21:47… How being an English teacher helps Harris coach an NFL quarterback.
His unique perspective clearly has had a massive impact, and is one reason Jackson is so unique himself.
“I think one of the things we’ve gotten away from, at least in Florida with high school sports, a lot of coaches aren’t teachers. They are guys who maybe know the game but they don’t know the psychology or the psyche of the student and how to get messages across. Especially with English and reading. A lot of people don’t like to read.”
29:30… The best type of offensive scheme for Jackson may not be what you think.
Anyone out there assuming Jackson can only play in a run-heavy offense, Harris says, is dead wrong.
“I personally don’t think Lamar needs a special kind of offense. I think sometimes you can overthink it because he has this great gift.”
33:57… The Lamar Jackson/Greg Roman dynamic. Roman never asked for all of these mobile QBs but here they are.
“This is me talking from the outside. There has been a pattern, from San Francisco to Buffalo to, now, Baltimore where it’s taken the league by storm but then people are kind of like, ‘Oh, that’s what you’re doing?’ That’s happened three times now. … I don’t know if he loves that kind of quarterback or if he… he may love the run game and know what to do in the run game. And if you have a running quarterback, it gives you better numbers.”
37:17… On if the stereotype that you’re not an “elite” QB if you’re not a pocket passer still exists, and why Jackson’s running ability is such a threat.
“If you even think about it logically, does it make sense to have 11 guys on the defense and then really only have 10 guys on the offense? That’s really what you do if the quarterback just drops back and passes. You’re now down one guy. … So when you bring in the quarterback who actually is a threat to run, you actually make it an even ballgame now. 11, 11. Now, the defensive coach really has to gameplan for that 11th man.”
“We’ve got this stereotype that if you run a lot, you’re not smart enough to pick up the coverages and I think people don’t pick up on the intelligence it takes running the football. Knowing when to run the football. People talk all the time about reading the defense — Tom Brady and presnap reads and all of these things. But do you understand how fast Lamar reads on that read-zone option? It’s the same thing a quarterback does on the back side. … Now, go watch how fast he does it. That’s the same mental awareness.”

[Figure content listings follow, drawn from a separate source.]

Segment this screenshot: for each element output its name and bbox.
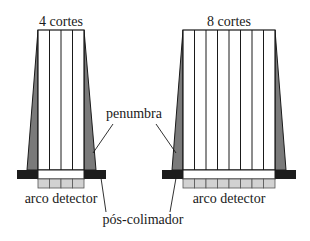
post-collimator-label: pós-colimador — [103, 212, 184, 227]
penumbra-leader-left — [93, 124, 113, 153]
penumbra-callout: penumbra — [93, 106, 176, 153]
detector-cell — [229, 179, 241, 188]
left-penumbra-wedge-left — [27, 30, 38, 170]
right-post-collimator-right — [275, 170, 296, 179]
penumbra-label: penumbra — [106, 106, 163, 121]
detector-cell — [61, 179, 73, 188]
right-beam-8-slices: 8 cortes arco detector — [162, 14, 296, 206]
right-title: 8 cortes — [207, 14, 251, 29]
right-detector-label: arco detector — [193, 191, 266, 206]
right-detector-arc — [183, 179, 275, 188]
detector-cell — [264, 179, 276, 188]
detector-cell — [195, 179, 207, 188]
left-post-collimator-right — [84, 170, 106, 179]
left-title: 4 cortes — [39, 14, 83, 29]
post-collimator-leader-left — [101, 178, 106, 212]
left-detector-arc — [38, 179, 84, 188]
detector-cell — [50, 179, 62, 188]
detector-cell — [218, 179, 230, 188]
right-post-collimator-left — [162, 170, 183, 179]
left-penumbra-wedge-right — [84, 30, 96, 170]
right-collimator-aperture — [183, 170, 275, 179]
left-post-collimator-left — [17, 170, 38, 179]
post-collimator-leader-right — [170, 178, 176, 212]
detector-cell — [206, 179, 218, 188]
post-collimator-callout: pós-colimador — [101, 178, 184, 227]
detector-cell — [252, 179, 264, 188]
detector-cell — [73, 179, 85, 188]
right-penumbra-wedge-right — [275, 30, 286, 170]
ct-slices-diagram: 4 cortes arco detector 8 cortes arco det… — [0, 0, 310, 241]
left-beam-4-slices: 4 cortes arco detector — [17, 14, 106, 206]
left-collimator-aperture — [38, 170, 84, 179]
detector-cell — [38, 179, 50, 188]
penumbra-leader-right — [156, 124, 176, 153]
detector-cell — [183, 179, 195, 188]
left-detector-label: arco detector — [25, 191, 98, 206]
detector-cell — [241, 179, 253, 188]
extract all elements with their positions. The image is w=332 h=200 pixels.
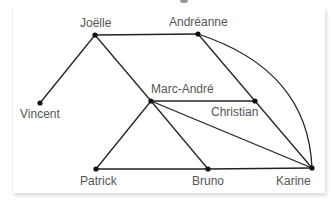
- label-marcandre: Marc-André: [151, 83, 214, 95]
- label-andreanne: Andréanne: [169, 16, 228, 28]
- node-karine: [309, 165, 314, 170]
- node-vincent: [37, 100, 42, 105]
- node-patrick: [93, 166, 98, 171]
- edge-joelle-vincent: [40, 35, 95, 103]
- node-bruno: [205, 166, 210, 171]
- node-andreanne: [195, 31, 200, 36]
- edge-joelle-marcandre: [95, 35, 151, 101]
- edge-joelle-andreanne: [95, 34, 198, 35]
- edge-marcandre-patrick: [96, 101, 151, 169]
- node-joelle: [92, 32, 97, 37]
- node-marcandre: [148, 98, 153, 103]
- edge-christian-karine: [255, 101, 312, 168]
- label-joelle: Joëlle: [80, 17, 111, 29]
- label-bruno: Bruno: [192, 175, 224, 187]
- label-karine: Karine: [276, 175, 311, 187]
- edge-marcandre-bruno: [151, 101, 208, 169]
- edges: [40, 34, 312, 169]
- label-vincent: Vincent: [20, 108, 60, 120]
- label-christian: Christian: [211, 106, 258, 118]
- edge-bruno-karine: [208, 168, 312, 169]
- node-christian: [252, 98, 257, 103]
- label-patrick: Patrick: [80, 175, 117, 187]
- graph-canvas: [0, 0, 332, 200]
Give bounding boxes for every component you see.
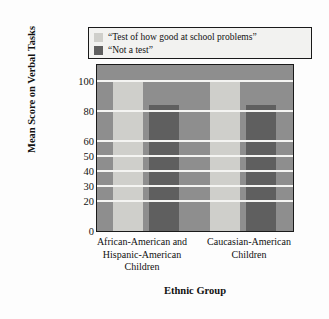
- legend-swatch-dark: [94, 46, 103, 55]
- legend-swatch-light: [94, 33, 103, 42]
- x-category-1-line-1: Children: [196, 249, 302, 262]
- gridline-40: [97, 170, 293, 172]
- x-category-0-line-1: Hispanic-American: [88, 249, 196, 262]
- gridline-60: [97, 140, 293, 142]
- y-tick-100: 100: [78, 75, 94, 86]
- y-tick-80: 80: [84, 105, 95, 116]
- bar-g0-s1: [149, 105, 179, 231]
- x-category-1-line-0: Caucasian-American: [196, 236, 302, 249]
- legend-item-test-of-how-good: “Test of how good at school problems”: [94, 31, 306, 43]
- gridline-100: [97, 80, 293, 82]
- bar-g1-s1: [246, 105, 276, 231]
- gridline-80: [97, 110, 293, 112]
- bar-chart-figure: “Test of how good at school problems” “N…: [0, 0, 329, 319]
- plot-area: [96, 64, 294, 232]
- y-tick-30: 30: [84, 180, 95, 191]
- gridline-50: [97, 155, 293, 157]
- x-axis-title: Ethnic Group: [96, 285, 294, 296]
- gridline-20: [97, 200, 293, 202]
- x-category-label-1: Caucasian-AmericanChildren: [196, 236, 302, 261]
- plot-inner: [97, 65, 293, 231]
- x-category-0-line-2: Children: [88, 261, 196, 274]
- x-category-label-0: African-American andHispanic-AmericanChi…: [88, 236, 196, 274]
- x-category-0-line-0: African-American and: [88, 236, 196, 249]
- y-tick-0: 0: [89, 225, 94, 236]
- legend-item-not-a-test: “Not a test”: [94, 44, 306, 56]
- y-tick-20: 20: [84, 195, 95, 206]
- legend-label-light: “Test of how good at school problems”: [108, 32, 257, 42]
- legend-label-dark: “Not a test”: [108, 45, 153, 55]
- y-axis-title: Mean Score on Verbal Tasks: [26, 25, 37, 155]
- y-tick-40: 40: [84, 165, 95, 176]
- y-tick-50: 50: [84, 150, 95, 161]
- chart-legend: “Test of how good at school problems” “N…: [88, 27, 312, 59]
- y-tick-60: 60: [84, 135, 95, 146]
- gridline-30: [97, 185, 293, 187]
- y-axis-tick-labels: 0203040506080100: [64, 64, 94, 232]
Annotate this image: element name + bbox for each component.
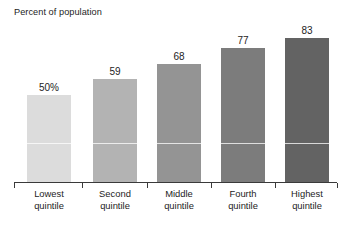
plot-area: 50% 59 68 77 83 <box>0 0 349 237</box>
x-axis-label-line1: Fourth <box>229 188 256 199</box>
bar-rect[interactable] <box>157 64 201 182</box>
x-axis-label-highest-quintile: Highest quintile <box>271 188 343 211</box>
x-axis-label-line2: quintile <box>13 200 85 212</box>
x-axis-label-line2: quintile <box>271 200 343 212</box>
bar-value-label: 83 <box>275 25 339 36</box>
x-axis-label-lowest-quintile: Lowest quintile <box>13 188 85 211</box>
bar-rect[interactable] <box>27 95 71 182</box>
bar-rect[interactable] <box>285 38 329 182</box>
x-axis-label-middle-quintile: Middle quintile <box>143 188 215 211</box>
x-axis-label-line1: Second <box>99 188 131 199</box>
bar-value-label: 68 <box>147 51 211 62</box>
x-axis-label-line1: Highest <box>291 188 323 199</box>
x-axis-label-fourth-quintile: Fourth quintile <box>207 188 279 211</box>
bar-value-label: 59 <box>83 66 147 77</box>
bar-chart: Percent of population 50% 59 68 77 83 <box>0 0 349 237</box>
bar-value-label: 77 <box>211 35 275 46</box>
bar-value-label: 50% <box>17 82 81 93</box>
bar-rect[interactable] <box>93 79 137 182</box>
x-axis-line <box>14 182 337 183</box>
x-axis-label-line1: Lowest <box>34 188 64 199</box>
bar-rect[interactable] <box>221 48 265 182</box>
x-axis-label-line1: Middle <box>165 188 193 199</box>
x-axis-label-line2: quintile <box>79 200 151 212</box>
x-axis-label-line2: quintile <box>207 200 279 212</box>
x-axis-label-second-quintile: Second quintile <box>79 188 151 211</box>
x-axis-label-line2: quintile <box>143 200 215 212</box>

52:25… On if there is any one guy he tells Lamar Jackson, “Don’t let them make you like this guy?” On who that one cautionary tale would be…
“It’s Michael Vick. It’s not so much the being put in the box. It’s the lack of preparation that he had.”
58:10… On being the guy who Jackson trusts when he didn’t play or coach in the NFL himself.
“I think a lot of people go wrong getting the person who played so long. … Michael Jordan may be the worst general manager ever. … ‘You’re not going to find you again, MJ,’ right? I think people who have played the position for all this time, there are certain biases that come in with how you play the position.”